A man holds an issue of satirical French weekly Charlie Hebdo at a kiosk in Nice, France.

Kremlin spokesman Dmitry Peskov has described two cartoons reportedly published in the satirical magazine Charlie Hebdo as “blasphemous,” amid a wave of condemnation of the French publication and calls to label its content extremist.

“[The cartoons] have no relation to democracy, nor self-expression, nor anything else — this is blasphemy,” Peskov said Friday, according to the TASS news agency.

In an interview with the Russian-language branch of French radio station Rfi on Friday, Charlie Hebdo editor Gerard Briar seemed unfazed.

“We are a secular, democratic and atheist newspaper. The term blasphemy has no meaning for us,” he was cited as saying.

“The Kremlin is using this to detract attention from other problems,” he added.

Less than a week after a Russian Airbus A321 broke up mid-air over Egypt's Sinai peninsula — killing all 224 people on board — the explicit cartoons, which Charlie Hebdo reportedly published in its latest edition and quickly did the rounds on social media, have struck Russians hard.

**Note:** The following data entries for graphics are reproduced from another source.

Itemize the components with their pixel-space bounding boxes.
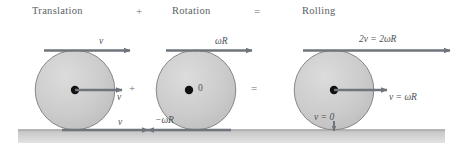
operator-plus-title: + [136,6,142,17]
translation-bottom-label: v [118,118,122,128]
operator-plus-mid: + [129,83,135,94]
panel-title-rotation: Rotation [172,6,211,17]
panel-title-translation: Translation [32,6,83,17]
rolling-bottom-label: v = 0 [314,113,334,123]
operator-equals-mid: = [251,83,257,94]
rotation-top-label: ωR [215,37,228,47]
rolling-motion-diagram: Translation + Rotation = Rolling + = v v… [0,0,463,148]
panel-title-rolling: Rolling [302,6,336,17]
rolling-top-label: 2v = 2ωR [359,35,396,45]
diagram-canvas [0,0,463,148]
translation-top-label: v [99,37,103,47]
rotation-bottom-label: −ωR [155,116,174,126]
operator-equals-title: = [254,6,260,17]
rotation-center-dot [185,86,193,94]
translation-center-label: v [117,93,121,103]
rotation-center-label: 0 [198,84,203,94]
ground-surface [18,130,445,144]
rolling-center-label: v = ωR [389,93,417,103]
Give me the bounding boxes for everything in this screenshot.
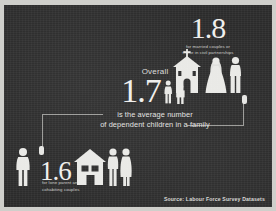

In one cartoon, an Islamic State militant is shown covering his head from a rain of wreckage pieces and a human body, under the caption: “Islamic State: Russia's air force intensifies bombing.”

Russia on Sept. 30 started a military air offensive in Syria in the name of targeting international terrorism there.

Another cartoon shows a human skull with the smoldering wreckage of a plane and scattered human organs in the background, alongside the phrases: “The dangers of Russian lowcosters,” and “Should have flown with Air Cocaine,”— referencing a much-publicized drug trafficking scandal in France involving a jet filled with hundreds of kilograms of cocaine.

State Duma speaker Ivan Melnikov described the cartoons as “dirty mockery” and the product of “outrageous cynicism,” the Interfax news agency reported Friday.

Head of the Rodina party and Duma deputy Alexei Zhuravlyov in a post on Facebook said the caricatures were a “Russophobic act” that “directly incites terrorism and murder,” proposing to ban the publication as extremist material.

The politician also called upon the French government to close down the publication.

The cartoons were also denounced by the head of the Russian Union of Journalists, Vselovod Bogdanov.

“What our French colleagues have done, those caricatures — it is offensive,” he was cited as saying by Vesti.ru.

Russian politicians swiftly offered their condolences when Charlie Hebdo's Paris office was targeted in January by Islamist gunmen, though some conservative forces in Russia denounced the publication for its insensitive views and questioned the limits of the right to freedom of expression.